Recent UNC Press Presents Podcast Episodes

Find your next read on the UNC Press presents podcast. Produced in partnership with the New Books Network, the podcast features interviews with UNC Press authors about their booksIn this post we’re highlighting some of our recent episodes but you can browse all episodes and stream directly from the UNC Press Presents webpage, or wherever you get your podcasts.


Andrew C. McKevitt in conversation with Susan Liebell on his book Gun Country: Gun Capitalism, Culture, and Control in Cold War America

The United States has more guns than people – a condition that is “unprecedented in world history.” In Gun Country Dr.

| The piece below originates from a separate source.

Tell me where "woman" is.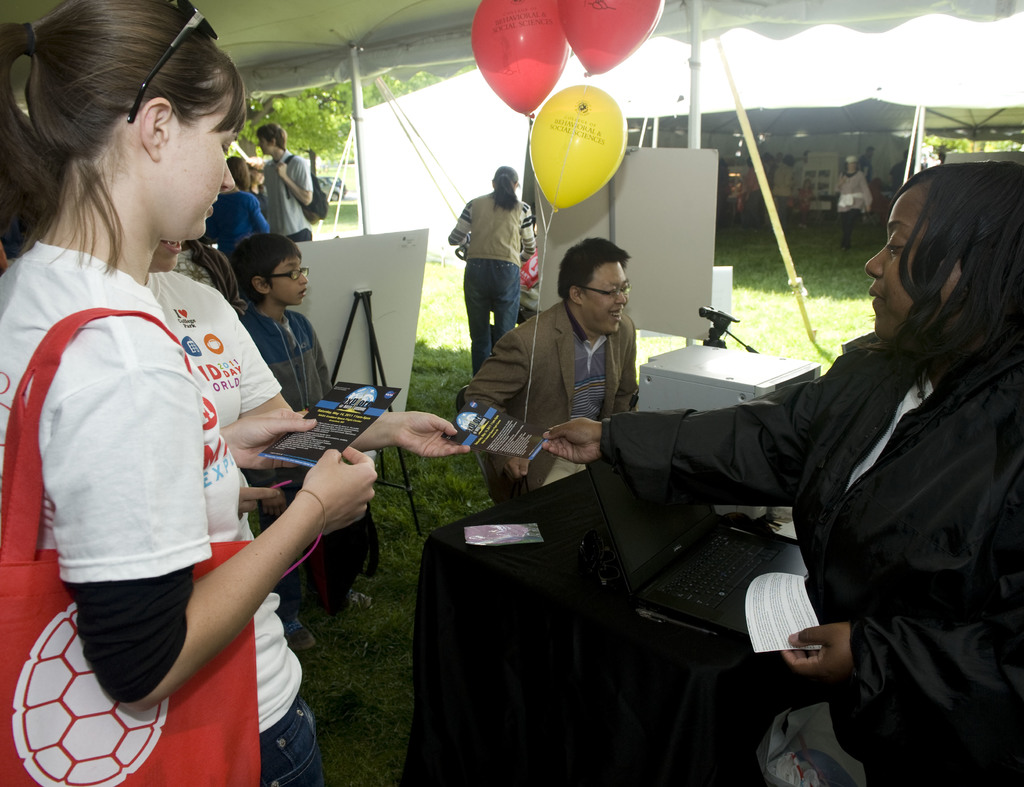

Andrew McKevitt investigates how and when the guns arrived–and why so many people bought them.

In this episode Trent Masiki, author of The Afro-Latino Memoir: Race, Ethnicity, and Literary Interculturalism, is in conversation with Reighan Gillam.

Using interpretive strategies and historical methods from literary and cultural studies, Masiki shows how Afro-Latino memoir writers often turn to the African American experience as a model for articulating their Afro-Latinidad.

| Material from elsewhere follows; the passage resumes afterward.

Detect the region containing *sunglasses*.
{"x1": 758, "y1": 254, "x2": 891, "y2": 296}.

A conversation with Wayne E. Lee, author of The Cutting-Off Way: Indigenous Warfare in Eastern North America, 1500–1800, and Paul Starobin.

How did Native Americans make war, not with European settlers, but amongst themselves? This episode begins with Lee’s explanation of the ‘cutting-off’ style of fight and retreat that characterized this method of warfare and proceeds to an understanding of the root causes of war among Native Americans including the imperative of “blood revenge.”

Elena Schneider talks about her award-winning book The Occupation of Havana: War, Trade and Slavery in the Atlantic World with Alejandra Bronfman.

Histories of the British occupation of Havana in 1762 have focused on imperial rivalries and the actions and decisions of European planters, colonial officials, and military officers. In The Occupation of Havana she restores the central roles of enslaved Africans in all stages of the story.

In this episode, Katherine M. Marino, author of Feminism for the Americas: The Making of an International Human Rights Movement, is in conversation with Lilian Calles Barger.

In her book, Marino follows the many Latin American and Caribbean women in the first half of the century who not only championed feminism for the continent but also contributed to defining the meaning of international human rights.